Seoul, South Korea on Friday announced it would donate $8 million in humanitarian aid to North Korea through international agencies, at a time when its neighbour faces a possible food shortage and drought.
Seoul had originally approved the aid package in 2017, but the repeated testing of weapons by Pyongyang, the imposition of international sanctions on North Korea and later the lack of progress in North’s denuclearisation had prevented the proposal’s actual implementation, Efe news agency reported.

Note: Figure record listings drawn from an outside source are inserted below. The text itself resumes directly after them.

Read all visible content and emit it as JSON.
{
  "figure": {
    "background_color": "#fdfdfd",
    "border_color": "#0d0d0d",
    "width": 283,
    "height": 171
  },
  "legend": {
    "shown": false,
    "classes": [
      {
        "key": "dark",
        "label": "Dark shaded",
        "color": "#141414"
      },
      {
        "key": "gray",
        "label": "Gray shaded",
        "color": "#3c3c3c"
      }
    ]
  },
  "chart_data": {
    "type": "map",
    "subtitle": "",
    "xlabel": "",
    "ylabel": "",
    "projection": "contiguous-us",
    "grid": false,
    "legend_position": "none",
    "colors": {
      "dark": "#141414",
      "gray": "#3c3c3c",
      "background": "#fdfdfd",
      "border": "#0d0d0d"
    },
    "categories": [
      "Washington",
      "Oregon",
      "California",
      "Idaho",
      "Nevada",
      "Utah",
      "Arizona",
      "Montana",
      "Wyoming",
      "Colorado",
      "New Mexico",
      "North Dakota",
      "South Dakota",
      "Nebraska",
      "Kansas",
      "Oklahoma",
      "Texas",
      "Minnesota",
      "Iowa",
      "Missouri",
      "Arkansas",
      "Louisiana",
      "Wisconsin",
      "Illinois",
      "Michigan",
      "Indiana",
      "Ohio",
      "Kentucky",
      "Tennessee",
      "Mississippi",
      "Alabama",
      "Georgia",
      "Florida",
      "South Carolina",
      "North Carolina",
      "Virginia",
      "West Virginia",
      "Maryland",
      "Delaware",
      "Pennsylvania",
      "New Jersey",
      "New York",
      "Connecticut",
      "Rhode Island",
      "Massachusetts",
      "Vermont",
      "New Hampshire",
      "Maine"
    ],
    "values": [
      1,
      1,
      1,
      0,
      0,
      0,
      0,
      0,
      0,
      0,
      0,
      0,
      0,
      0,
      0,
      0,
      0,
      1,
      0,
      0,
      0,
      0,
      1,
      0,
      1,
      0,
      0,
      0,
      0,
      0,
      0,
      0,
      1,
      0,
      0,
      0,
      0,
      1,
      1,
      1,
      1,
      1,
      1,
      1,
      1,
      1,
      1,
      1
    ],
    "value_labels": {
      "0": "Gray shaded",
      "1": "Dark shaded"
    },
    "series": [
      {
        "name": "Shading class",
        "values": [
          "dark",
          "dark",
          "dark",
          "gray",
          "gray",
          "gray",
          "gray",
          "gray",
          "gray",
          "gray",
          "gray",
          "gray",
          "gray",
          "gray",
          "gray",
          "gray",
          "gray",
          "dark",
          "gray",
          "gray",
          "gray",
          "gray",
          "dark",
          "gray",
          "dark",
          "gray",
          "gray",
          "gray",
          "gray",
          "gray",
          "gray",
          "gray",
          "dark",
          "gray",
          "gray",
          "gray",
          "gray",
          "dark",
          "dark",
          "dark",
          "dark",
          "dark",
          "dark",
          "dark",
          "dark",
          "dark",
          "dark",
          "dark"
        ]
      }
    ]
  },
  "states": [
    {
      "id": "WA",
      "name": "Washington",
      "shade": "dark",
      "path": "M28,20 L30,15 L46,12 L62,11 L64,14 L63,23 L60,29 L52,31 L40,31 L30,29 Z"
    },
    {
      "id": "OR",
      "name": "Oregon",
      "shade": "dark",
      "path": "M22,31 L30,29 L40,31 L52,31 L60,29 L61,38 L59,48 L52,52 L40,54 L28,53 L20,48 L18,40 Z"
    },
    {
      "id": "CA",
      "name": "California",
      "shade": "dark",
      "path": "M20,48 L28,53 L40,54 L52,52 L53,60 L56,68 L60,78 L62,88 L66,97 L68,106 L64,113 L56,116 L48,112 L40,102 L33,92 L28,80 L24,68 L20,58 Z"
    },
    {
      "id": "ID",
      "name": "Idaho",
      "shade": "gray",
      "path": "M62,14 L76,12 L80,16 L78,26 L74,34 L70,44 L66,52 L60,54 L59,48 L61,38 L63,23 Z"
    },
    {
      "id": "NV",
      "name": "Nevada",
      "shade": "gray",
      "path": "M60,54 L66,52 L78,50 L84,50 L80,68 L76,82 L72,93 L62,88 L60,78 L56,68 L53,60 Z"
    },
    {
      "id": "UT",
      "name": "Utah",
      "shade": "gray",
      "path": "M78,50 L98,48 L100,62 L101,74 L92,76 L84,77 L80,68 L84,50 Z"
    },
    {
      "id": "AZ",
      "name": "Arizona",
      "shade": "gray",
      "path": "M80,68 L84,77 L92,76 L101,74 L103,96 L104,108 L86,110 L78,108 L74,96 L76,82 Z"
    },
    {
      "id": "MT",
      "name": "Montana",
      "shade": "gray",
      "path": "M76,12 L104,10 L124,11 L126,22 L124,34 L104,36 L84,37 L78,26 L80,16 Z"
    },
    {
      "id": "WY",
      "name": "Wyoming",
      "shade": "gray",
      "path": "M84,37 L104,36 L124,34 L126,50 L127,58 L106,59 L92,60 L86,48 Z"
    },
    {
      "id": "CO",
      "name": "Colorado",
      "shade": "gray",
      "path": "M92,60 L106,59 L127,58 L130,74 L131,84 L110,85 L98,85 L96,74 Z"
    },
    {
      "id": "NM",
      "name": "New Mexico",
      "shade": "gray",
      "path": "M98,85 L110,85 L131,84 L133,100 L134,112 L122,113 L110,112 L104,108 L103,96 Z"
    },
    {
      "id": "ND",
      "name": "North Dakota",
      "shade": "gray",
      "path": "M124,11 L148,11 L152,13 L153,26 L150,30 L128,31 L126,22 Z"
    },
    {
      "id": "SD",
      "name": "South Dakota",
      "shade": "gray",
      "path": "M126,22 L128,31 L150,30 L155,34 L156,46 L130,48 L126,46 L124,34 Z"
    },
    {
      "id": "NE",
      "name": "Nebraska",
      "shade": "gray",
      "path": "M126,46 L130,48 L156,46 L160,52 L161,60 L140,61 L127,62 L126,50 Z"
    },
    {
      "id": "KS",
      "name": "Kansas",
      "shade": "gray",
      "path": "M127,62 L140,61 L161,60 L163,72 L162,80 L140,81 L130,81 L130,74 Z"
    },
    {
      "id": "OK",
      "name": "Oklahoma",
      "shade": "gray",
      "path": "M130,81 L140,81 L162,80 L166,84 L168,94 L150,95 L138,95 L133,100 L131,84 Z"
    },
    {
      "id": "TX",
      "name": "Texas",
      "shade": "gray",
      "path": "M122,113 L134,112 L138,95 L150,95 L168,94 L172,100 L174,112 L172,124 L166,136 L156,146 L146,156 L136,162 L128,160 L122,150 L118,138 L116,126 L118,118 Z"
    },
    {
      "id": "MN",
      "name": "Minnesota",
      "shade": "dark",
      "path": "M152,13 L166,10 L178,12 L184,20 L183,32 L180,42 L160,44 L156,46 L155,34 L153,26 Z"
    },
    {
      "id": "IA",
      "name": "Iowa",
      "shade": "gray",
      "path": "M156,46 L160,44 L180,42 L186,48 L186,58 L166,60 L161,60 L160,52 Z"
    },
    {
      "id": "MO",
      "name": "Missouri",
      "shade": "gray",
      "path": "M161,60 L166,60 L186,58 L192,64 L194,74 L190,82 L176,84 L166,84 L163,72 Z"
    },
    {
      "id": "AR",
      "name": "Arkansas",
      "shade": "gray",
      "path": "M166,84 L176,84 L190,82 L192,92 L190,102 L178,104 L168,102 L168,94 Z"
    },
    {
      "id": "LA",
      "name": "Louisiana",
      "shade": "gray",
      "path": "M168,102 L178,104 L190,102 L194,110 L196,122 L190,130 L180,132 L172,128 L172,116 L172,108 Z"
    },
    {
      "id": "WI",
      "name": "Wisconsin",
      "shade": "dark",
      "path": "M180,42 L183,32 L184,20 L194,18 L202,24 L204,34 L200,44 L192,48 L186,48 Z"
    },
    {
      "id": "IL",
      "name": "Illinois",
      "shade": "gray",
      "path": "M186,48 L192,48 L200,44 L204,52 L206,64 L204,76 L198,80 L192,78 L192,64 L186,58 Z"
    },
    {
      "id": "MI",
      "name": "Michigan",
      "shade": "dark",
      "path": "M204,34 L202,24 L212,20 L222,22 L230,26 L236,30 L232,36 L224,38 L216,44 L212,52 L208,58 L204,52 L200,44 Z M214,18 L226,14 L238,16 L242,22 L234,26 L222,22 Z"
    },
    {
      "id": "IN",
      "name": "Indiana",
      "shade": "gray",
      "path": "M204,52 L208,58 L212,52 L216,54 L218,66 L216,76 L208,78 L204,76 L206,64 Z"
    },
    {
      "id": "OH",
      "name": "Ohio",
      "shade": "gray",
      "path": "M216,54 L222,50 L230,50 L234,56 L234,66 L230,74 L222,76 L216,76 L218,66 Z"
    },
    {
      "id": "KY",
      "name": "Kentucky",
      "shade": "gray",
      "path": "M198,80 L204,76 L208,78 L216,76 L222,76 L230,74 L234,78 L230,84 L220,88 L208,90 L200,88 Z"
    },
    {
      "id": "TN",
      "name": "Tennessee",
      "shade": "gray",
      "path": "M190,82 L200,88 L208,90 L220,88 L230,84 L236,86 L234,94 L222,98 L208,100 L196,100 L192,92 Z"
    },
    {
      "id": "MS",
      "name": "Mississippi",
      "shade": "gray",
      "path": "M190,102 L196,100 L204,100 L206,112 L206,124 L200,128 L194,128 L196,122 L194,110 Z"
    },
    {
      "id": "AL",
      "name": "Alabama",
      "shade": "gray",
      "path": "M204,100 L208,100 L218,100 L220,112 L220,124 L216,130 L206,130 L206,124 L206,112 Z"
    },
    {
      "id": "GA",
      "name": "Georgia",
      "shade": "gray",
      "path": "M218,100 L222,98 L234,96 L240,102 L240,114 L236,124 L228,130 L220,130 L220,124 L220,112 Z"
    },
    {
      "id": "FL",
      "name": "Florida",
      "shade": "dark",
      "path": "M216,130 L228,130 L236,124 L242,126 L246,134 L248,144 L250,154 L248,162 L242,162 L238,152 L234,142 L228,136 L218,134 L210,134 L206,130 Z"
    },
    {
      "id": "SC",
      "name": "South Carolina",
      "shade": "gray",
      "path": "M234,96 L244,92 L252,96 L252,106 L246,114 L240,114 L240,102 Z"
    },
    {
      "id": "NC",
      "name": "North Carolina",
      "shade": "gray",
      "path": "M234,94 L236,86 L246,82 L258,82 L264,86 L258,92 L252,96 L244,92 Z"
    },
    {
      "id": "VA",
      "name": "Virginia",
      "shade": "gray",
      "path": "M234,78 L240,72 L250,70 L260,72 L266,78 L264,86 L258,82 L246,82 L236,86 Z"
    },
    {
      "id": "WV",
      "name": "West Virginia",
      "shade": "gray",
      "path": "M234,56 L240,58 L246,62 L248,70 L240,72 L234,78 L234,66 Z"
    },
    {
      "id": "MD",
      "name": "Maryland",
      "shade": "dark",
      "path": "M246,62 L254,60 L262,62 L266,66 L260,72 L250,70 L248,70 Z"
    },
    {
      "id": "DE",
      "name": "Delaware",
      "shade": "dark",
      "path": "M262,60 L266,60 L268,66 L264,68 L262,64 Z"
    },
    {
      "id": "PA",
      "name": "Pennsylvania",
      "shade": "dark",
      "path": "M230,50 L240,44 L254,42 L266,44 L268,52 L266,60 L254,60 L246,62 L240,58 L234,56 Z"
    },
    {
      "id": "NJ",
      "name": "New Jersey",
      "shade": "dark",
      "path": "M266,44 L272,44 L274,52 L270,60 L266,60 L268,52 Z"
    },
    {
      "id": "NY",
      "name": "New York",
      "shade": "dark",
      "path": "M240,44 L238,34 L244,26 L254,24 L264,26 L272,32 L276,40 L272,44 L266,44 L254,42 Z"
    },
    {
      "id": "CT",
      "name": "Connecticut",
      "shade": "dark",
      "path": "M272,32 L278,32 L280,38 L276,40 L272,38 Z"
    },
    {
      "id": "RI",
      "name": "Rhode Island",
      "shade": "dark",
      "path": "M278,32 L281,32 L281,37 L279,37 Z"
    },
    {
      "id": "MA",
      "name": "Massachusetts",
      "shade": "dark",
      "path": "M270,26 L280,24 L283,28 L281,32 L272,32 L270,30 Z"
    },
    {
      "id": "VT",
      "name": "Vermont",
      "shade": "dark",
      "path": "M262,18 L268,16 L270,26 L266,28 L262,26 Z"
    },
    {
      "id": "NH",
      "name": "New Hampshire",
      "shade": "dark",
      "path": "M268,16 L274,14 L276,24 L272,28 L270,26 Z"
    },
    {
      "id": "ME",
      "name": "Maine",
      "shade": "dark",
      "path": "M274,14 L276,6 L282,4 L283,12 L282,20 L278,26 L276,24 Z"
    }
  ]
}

“We plan to provide $8 million through international agencies such as the World Food Program (WFP) and United Nations Children’s Fund for projects to support the nutrition of children and pregnant women and their health,” the South Korean Ministry of Unification said in a statement.
Seoul said it had approved the aid irrespective of the political situation, at a time when the denuclearisation dialogue with Pyongyang has been stuck since the failed US-North Korea summit in Hanoi in February.
According to media reports, North Korea is facing a severe food shortage and has witnessed the worst spring drought in four decades.
A recent report by the Food and Agriculture Organisation and the WFP said that due to the worst harvest in a decade, some 10 million North Koreans – 40 per cent of the total population – face an imminent food shortage.
The government, led by President Moon Jae-in, on Friday also authorized South Korean businesspersons’ first visit to the Kaesong inter-Korean industrial park since the complex was shut down in 2016 due to Pyongyang’s weapons tests.
Seoul’s announcements come after Pyongyang stepped up pressure on South Korea and the US last week to soften their positions in the denuclearisation dialogue by carrying out two consecutive missile tests.